In his essay, “Fatwa City,” author Cullen Murphy refers to the sort of behavior modification the Safe Driving law falls under as governmental regulation of “the nanobehavior of everyday life.”  Likening current U.S. legislation to both the unbelievably strict fatwas in Iraq and the ridiculously archaic blue laws in the Commonwealth–some of which are still believed in, at least by the locals–Murphy cites myriad laws, proposed and enacted, that attempt to control society’s values through their behavior–something he terms “creeping moralism.”  He then points out that, ironically, the legislation of morality doesn’t “require actual legislation.”  It just takes a few popular loudmouths to broadcast their pseudo-beliefs and inspire others to do the same.  Still, lawmakers persist in debating whether or not people should be able to let their underwear hang out in public, or whether stupid teenagers shouldn’t be allowed to drive.

ISWC. 😛

Today, in the honors seminar I teach, we discussed, among other things, the reason why anyone would try and thwart the freedoms protected under the Constitution.   Concerns for safety of others? Fear/insecurity? Intolerance, also known as Ignorance?  A belief in the inherent evil of man?  Worse: if censorship is actually squelching constitutional rights, how can it even exist in a Democracy?  (We couldn’t come up with a good enough reason, btw.)  Of course, we were talking about the banning of books, but the condemnation of technology isn’t really that much of a stretch.  The person who wants to shelter their child from violence and sexual explictness rather than show them how to deal with unwanted realities is the same person who thinks that all teens should be punished because one kid made the terrible mistake of taking his eyes off the road.  Control under the auspices of caretaking.  If only it were true that “He who controls the present controls the past.”

Do I really want to balk about a law that, in all likelihood, is a good thing, something that could even save my life and will undoubtedly save the lives of others? It’s just text-messaging, right?

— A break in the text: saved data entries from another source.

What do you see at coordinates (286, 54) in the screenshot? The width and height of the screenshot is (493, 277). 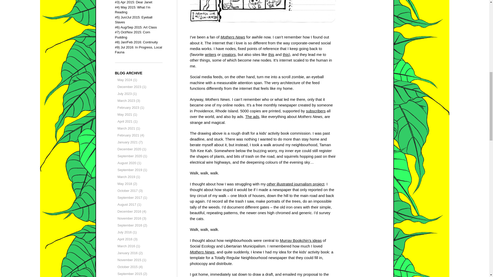 I see `this` at bounding box center [286, 54].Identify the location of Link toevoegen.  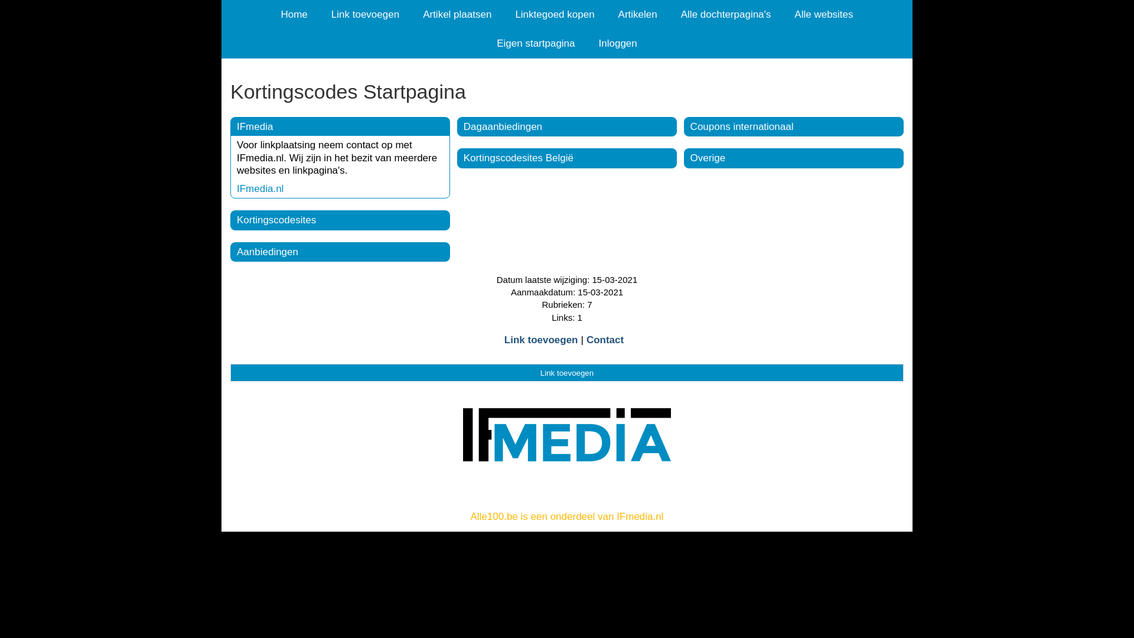
(365, 14).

Actually, taking away my right to be distracted–nay, dangerous–behind the wheel is nothing more than a 21st century upgrade of the Salem Witch Trials.  {The safety of the public is at stake! Burn those witches!} Farcical government at its best.  Hypocritical government at its worst.  At least I can understand why a Puritan would be afraid of women who do something other than birth children.  I have no idea what loony tunes character lives inside the head of the lawmaker responsible for this.

srsly, DBD.

Some people are irresponsible; some people aren’t.  Some people make good decisions; some people don’t. Sometimes good people even make bad decisions.  Likewise, some people text with one hand; some only text while at a stop light; and some don’t text while driving at all. The point is not which one of these should or shouldn’t be legal, nor which is right and which is wrong.  We’re talking about a basic freedom that’s been taken away: namely, the power to make that choice for ourselves.  To quote Thomas Jefferson, as fine a libertarian as there ever was, “Taste cannot be controlled by the law.”  By which he cleary meant: Step off my morality, Bitches. (Sorry, I don’t know the shorthand for that.)

11 responses to “N/T”

  1. llxt llxt says:

    Totally agree. Thank you for summing up in one sentence what my entire post {was meant} to be about.

  2. llxt llxt says:

    But see…you're making the point for me (!); it's a value issue, not a legal one! 🙂

  3. Avatar stacyparkeraab says:

    Must add: love this month's cover image!

  4. Avatar Wow says:

    p.s. this post isn't ACTUALLY about texting and driving.

  5. llxt llxt says:

    Thank GAWD, I'm safe. We only have missionary {text}.

  6. Avatar disperse says:

    I agree with Kail; however, there is no way he could fit all of that in a 160 character text message.